Solve Missionaries and Cannibals problem using A* algorithm. Try atleast two heuristics and compare with baseline case,
i.e., the breadth first search.
Solve this MAZE puzzle: You need to make your way through it from A to U.
A

F L M N O
K
P Q R S T
U V W X Y
Draw the complete state space graph for this problem. The possible operators are up, down, left, right, which are only
valid if there is a dashed line between the grid boxes in the map of the maze. Suggest a heuristic and solve using A*, with
that heuristic, assuming a unit cost for each move.
9. Solve the game by suggesting a good heuristic:
Initial State:
B
B
B
W
W
W
Goal State: States where no B is to the left of any W; Operators:
- A tile may hop over one or two other tiles into the empty position with cost equal to no. of tiles jumped over.
- A tile may move into an adjacent empty location with cost 1.

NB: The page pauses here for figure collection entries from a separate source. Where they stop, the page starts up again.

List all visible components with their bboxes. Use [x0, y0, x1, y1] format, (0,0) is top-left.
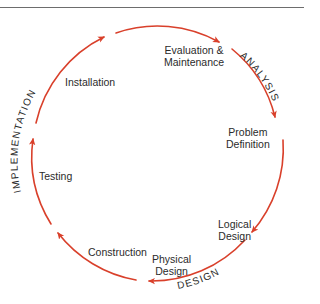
stage-label-line: Physical — [152, 253, 191, 265]
stage-label-line: Logical — [218, 218, 251, 230]
stage-label-line: Testing — [39, 170, 72, 182]
stage-label-line: Definition — [226, 138, 270, 150]
stage-testing: Testing — [39, 170, 72, 182]
stage-label-line: Design — [152, 265, 191, 277]
stage-label-line: Maintenance — [164, 56, 224, 68]
stage-label-line: Installation — [65, 76, 115, 88]
stage-label-line: Problem — [226, 126, 270, 138]
stage-evaluation-maintenance: Evaluation & Maintenance — [164, 44, 224, 68]
stage-label-line: Construction — [88, 246, 147, 258]
stage-installation: Installation — [65, 76, 115, 88]
stage-physical-design: Physical Design — [152, 253, 191, 277]
phase-label-analysis: ANALYSIS — [238, 50, 281, 104]
stage-construction: Construction — [88, 246, 147, 258]
arrow-to-logical-design — [252, 140, 283, 232]
arrow-to-evaluation — [116, 26, 219, 42]
stage-label-line: Design — [218, 230, 251, 242]
stage-logical-design: Logical Design — [218, 218, 251, 242]
stage-label-line: Evaluation & — [164, 44, 224, 56]
stage-problem-definition: Problem Definition — [226, 126, 270, 150]
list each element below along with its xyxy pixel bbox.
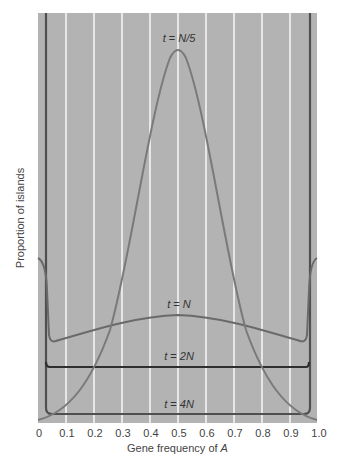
x-tick: 1.0 [311, 427, 326, 439]
x-tick: 0.8 [255, 427, 270, 439]
x-tick: 0.2 [87, 427, 102, 439]
label-value: 4N [180, 398, 194, 410]
label-eq: = [167, 350, 180, 362]
label-value: N [183, 298, 191, 310]
x-tick: 0.1 [59, 427, 74, 439]
x-tick: 0.7 [227, 427, 242, 439]
label-eq: = [167, 398, 180, 410]
x-tick: 0.4 [143, 427, 158, 439]
x-axis-label-var: A [221, 442, 228, 454]
x-tick: 0.5 [171, 427, 186, 439]
x-tick: 0 [36, 427, 42, 439]
x-tick: 0.6 [199, 427, 214, 439]
label-t-4n: t = 4N [164, 398, 194, 410]
label-t-2n: t = 2N [164, 350, 194, 362]
label-eq: = [166, 32, 179, 44]
label-value: N/5 [178, 32, 195, 44]
label-t-n: t = N [167, 298, 191, 310]
label-value: 2N [180, 350, 194, 362]
chart-plot [0, 0, 337, 466]
x-axis-label-text: Gene frequency of [127, 442, 221, 454]
y-axis-label: Proportion of islands [14, 168, 26, 268]
label-t-n5: t = N/5 [163, 32, 196, 44]
x-tick: 0.3 [115, 427, 130, 439]
x-axis-label: Gene frequency of A [0, 442, 337, 454]
x-tick: 0.9 [283, 427, 298, 439]
label-eq: = [170, 298, 183, 310]
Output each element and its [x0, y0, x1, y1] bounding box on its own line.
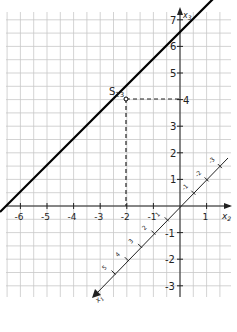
x3-tick-label: 1	[170, 174, 176, 185]
x1-tick-label: 5	[100, 263, 108, 271]
coordinate-figure: x2 x3 -6-5-4-3-2-11 7654321-1-2-3 x1 -3-…	[0, 0, 237, 332]
point-s23-label: S23	[109, 86, 124, 99]
trace-line	[0, 0, 218, 212]
x3-ticks: 7654321-1-2-3	[165, 15, 189, 292]
x3-tick-label: 3	[170, 121, 176, 132]
x2-tick-label: -3	[94, 212, 103, 222]
x3-tick-label: 2	[170, 148, 176, 159]
x3-tick-label: 5	[170, 68, 176, 79]
x2-tick-label: -5	[41, 212, 50, 222]
x3-tick-label: 7	[170, 15, 176, 26]
x1-axis: x1 -3-2-112345	[92, 155, 228, 305]
x3-tick-label: 6	[170, 41, 176, 52]
x3-tick-label: 4	[183, 95, 189, 106]
x2-tick-label: -4	[68, 212, 77, 222]
x1-tick-label: 2	[140, 224, 148, 232]
x2-tick-label: -2	[121, 212, 130, 222]
x2-arrow-icon	[224, 203, 232, 209]
point-s23	[124, 97, 128, 101]
x2-axis-label: x2	[221, 211, 231, 222]
x3-axis-label: x3	[182, 11, 192, 21]
x1-tick-label: -1	[180, 182, 189, 191]
x3-tick-label: -2	[165, 254, 175, 265]
x3-tick-label: -3	[165, 281, 175, 292]
x1-tick-label: 4	[114, 250, 122, 258]
x3-axis: x3	[177, 7, 192, 297]
x2-tick-label: 1	[203, 212, 209, 222]
x1-tick-label: -3	[207, 155, 216, 164]
x1-tick-label: 3	[127, 237, 135, 245]
x1-tick-label: -2	[193, 169, 202, 178]
x3-tick-label: -1	[165, 228, 175, 239]
x2-tick-label: -6	[14, 212, 23, 222]
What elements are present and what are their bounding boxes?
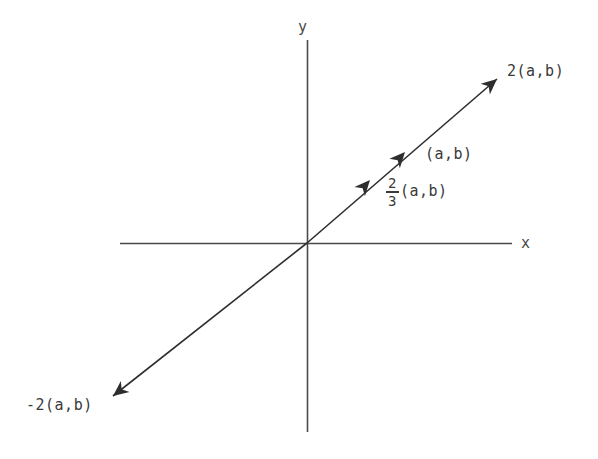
fraction-numerator: 2 (387, 176, 398, 191)
vector-label-negative-2ab: -2(a,b) (26, 398, 93, 413)
arrowhead-two-thirds-ab (345, 180, 370, 208)
fraction-denominator: 3 (387, 193, 398, 208)
vector-label-2ab: 2(a,b) (507, 64, 564, 79)
vector-label-two-thirds-ab: 2 3 (a,b) (386, 176, 448, 208)
vector-figure: y x 2(a,b) (a,b) 2 3 (a,b) -2(a,b) (0, 0, 598, 459)
fraction-point-label: (a,b) (400, 184, 448, 199)
vector-label-ab: (a,b) (425, 147, 473, 162)
x-axis-label: x (521, 236, 531, 251)
fraction-two-thirds: 2 3 (386, 176, 399, 208)
vector-line-negative (113, 243, 307, 396)
y-axis-label: y (298, 20, 308, 35)
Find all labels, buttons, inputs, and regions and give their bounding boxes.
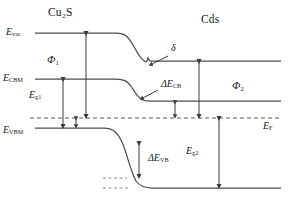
label-e-cbm: ECBM [3,73,23,84]
label-eg2: Eg2 [186,146,198,157]
figure-caption [6,199,286,211]
delta-ecb-leader-arrow [141,90,158,99]
label-phi2: Φ2 [232,80,244,92]
label-delta-evb: ΔEVB [148,153,169,164]
label-e-fermi: EF [263,121,273,132]
label-eg1: Eg1 [29,90,41,101]
material-label-right: Cds [201,14,220,26]
label-phi1: Φ1 [47,54,59,66]
label-e-vbm: EVBM [3,125,23,136]
band-diagram-figure: Cu₂S Cds Evac ECBM EVBM EF Φ1 Φ2 Eg1 Eg2… [0,0,291,211]
label-e-vac: Evac [6,27,21,38]
label-delta-ecb: ΔECB [161,79,181,90]
vacuum-level-curve [35,33,281,62]
material-label-left: Cu₂S [48,7,73,19]
band-diagram-svg [0,0,291,211]
label-delta-spike: δ [171,43,176,53]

10. The heuristic path algorithm is a best-first search in which the objective function is f(n)=(2-w) g(n) + w h(n). For what values
of w is this algorithm guaranteed to be optimal? What kind of search does this perform when w=0? When w=1? When w=2?

11. The following facts about a murder story:


The police have 3 suspects of the murder of Mr. Cooper: Smith, Jones and Williams. Smith, Jones and Williams each declare
that they did not kill Cooper. Smith also states that Cooper was a friend of Jones and that Williams disliked him. Jones also
states that he did not know Cooper and that he was out of town the day Cooper was killed. Williams also states that he saw
both Smith and Jones with Cooper the day of the murder and that either Smith or Jones must have killed him. Can you
determine who the murderer was if
One of the 3 men is guilty, the 2 innocent men are telling the truth, but the statements of the guilty man may
or may not be true
Innocent men do not lie.
Use predicate logic to solve this puzzle

12. Consider this starting position of a simple 4-square game:

A
1 2

B
4

Player A moves first. The 2 players take turns moving, each player must move his token to an open adjacent space in either
direction. If the opponent occupies an adjacent space, then a player may jump over opponent to the next open space if any.
The game ends when one player reaches the opposite end of the board. If player A reaches space 4 first, then the value of
game to A is +1; if player B reaches space 1 first, then the value of game to A is -1. This game can be generalized to n squares
for any n>2. Prove that A wins if n is even and loses if n is odd.

13. For solving tic-tac-toe problem, Xn is defined as the no. of rows, columns or diagonals with exactly n Xs and no Os. Similarly
On is the no.of rows, columns or diagonals with exactly n Os and no Xs. The utility function assigns +1 to any position with
X3=1 and -1 to any position with O3=1. All other terminal positions have utility 0. For non-terminal positions, use a linear
evaluation function defined as Eval (s)=3X2(s)+X1(s)-(3O2(s)+O1(s)).
a. Approximately how many possible games of tic-tac-toe are there?
b. Show the whole game tree starting from an empty board down to depth 2, taking symmetry into account.
c. Mark on your tree the evaluations of all the positions at depth 2.
d. Use minimax to mark the best strategy.
e. Circle the nodes at depth 2 that would not be evaluated if alpha-beta pruning were applied, assuming the nodes are
generated in the optimal order for alpha-beta pruning.